This story may sound somewhat familiar: a resourceful archeology professor battles the growing power of pre-war Nazi Germany in a thrilling adventure with the future of the Western world at stake. He has a very common last name and is known for his daring bravery. But this isn’t a Lucas and Spielberg blockbuster; in fact, while it might have been the inspiration for the first Indiana Jones movie in 1981, this movie was released in 1941!

Forty years before the release of Raiders of the Lost Ark, English actor Leslie Howard released a film that he had produced and directed with his own funds, generated from his role in the Hollywood blockbuster Gone with the Wind ( 1939), in which he played the character who will always be associated with him: the honorable intellectual Southern gentleman Ashley Wilkes.

Howard was passionate about the war effort and concerned with alerting a broader public to the growing threat from Nazi Germany. Howard also wished to produce a film that would update his famous role as Sir Percy Blakeney in The Scarlet Pimpernel (1934) from revolutionary France to pre-World War II Europe. The result was a surprising feature film titled Pimpernel Smith (1941), known as Mister V in the United States.

Howard played the lead role of Professor Horatio Smith, who uses his cover as a distracted archeology professor to smuggle out victims of Nazi state persecution. During one of those daring adventures, he is injured and reveals his secret to his admired students, who enthusiastically join him in his fight. But things get complicated when one of his students brings a mysterious woman into his inner circle. Smith engages in a game of cat and mouse with his ruthless Nazi adversary who has been assigned to track him down.

The film is even credited with inspiring Raoul Wallenberg, a Swedish humanitarian, who in 1942 attended a private screening of Howard’s last film with his sister Nina. ‘On the way home,’ his sister recalled, ‘he told me that this was the kind of thing he would like to do.’ Wallenberg mounted a rescue operation in Budapest that, according to conservative estimates, saved 15,000 Hungarian Jews from Hitler’s gas chambers. It is doubtful that any other film has inspired an act of heroism on this scale.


WHAT NEEDS TO BE DONE:
Every line below that contains "front" is to be copied.

SUPPLIED MATERIAL:
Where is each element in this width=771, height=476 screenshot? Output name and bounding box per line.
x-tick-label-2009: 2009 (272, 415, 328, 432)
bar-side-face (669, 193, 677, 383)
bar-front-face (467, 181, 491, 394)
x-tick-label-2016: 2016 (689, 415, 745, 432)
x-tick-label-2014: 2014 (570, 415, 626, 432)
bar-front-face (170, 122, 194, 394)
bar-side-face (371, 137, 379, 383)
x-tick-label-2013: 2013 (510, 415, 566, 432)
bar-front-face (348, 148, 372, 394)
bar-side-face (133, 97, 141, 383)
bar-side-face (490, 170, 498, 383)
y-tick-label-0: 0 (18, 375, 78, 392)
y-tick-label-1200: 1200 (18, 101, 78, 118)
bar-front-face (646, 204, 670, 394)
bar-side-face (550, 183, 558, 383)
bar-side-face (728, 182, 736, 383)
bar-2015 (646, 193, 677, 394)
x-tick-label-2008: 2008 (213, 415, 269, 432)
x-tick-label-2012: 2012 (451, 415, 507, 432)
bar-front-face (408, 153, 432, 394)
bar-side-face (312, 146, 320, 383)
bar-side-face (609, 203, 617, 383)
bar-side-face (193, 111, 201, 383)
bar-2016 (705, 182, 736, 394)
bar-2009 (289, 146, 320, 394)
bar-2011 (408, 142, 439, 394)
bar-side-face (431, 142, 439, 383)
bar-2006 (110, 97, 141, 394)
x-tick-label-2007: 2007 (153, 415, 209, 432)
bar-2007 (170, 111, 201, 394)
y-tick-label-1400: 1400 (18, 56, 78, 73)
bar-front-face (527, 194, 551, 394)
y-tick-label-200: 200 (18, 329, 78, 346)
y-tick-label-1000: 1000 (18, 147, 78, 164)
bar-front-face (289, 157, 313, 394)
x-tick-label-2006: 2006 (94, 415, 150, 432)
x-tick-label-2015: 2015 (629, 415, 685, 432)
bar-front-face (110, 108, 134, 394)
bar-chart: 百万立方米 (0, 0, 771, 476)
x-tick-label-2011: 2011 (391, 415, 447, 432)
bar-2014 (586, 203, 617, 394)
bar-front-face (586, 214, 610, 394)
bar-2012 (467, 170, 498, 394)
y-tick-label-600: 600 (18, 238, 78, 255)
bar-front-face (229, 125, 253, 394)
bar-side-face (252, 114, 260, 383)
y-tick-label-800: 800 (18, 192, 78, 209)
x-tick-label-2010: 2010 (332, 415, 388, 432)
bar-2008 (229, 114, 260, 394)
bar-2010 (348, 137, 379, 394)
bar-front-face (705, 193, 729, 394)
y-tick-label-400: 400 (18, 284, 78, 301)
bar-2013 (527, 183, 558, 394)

ANSWER:
bar-front-face (467, 181, 491, 394)
bar-front-face (170, 122, 194, 394)
bar-front-face (348, 148, 372, 394)
bar-front-face (646, 204, 670, 394)
bar-front-face (408, 153, 432, 394)
bar-front-face (527, 194, 551, 394)
bar-front-face (289, 157, 313, 394)
bar-front-face (110, 108, 134, 394)
bar-front-face (586, 214, 610, 394)
bar-front-face (229, 125, 253, 394)
bar-front-face (705, 193, 729, 394)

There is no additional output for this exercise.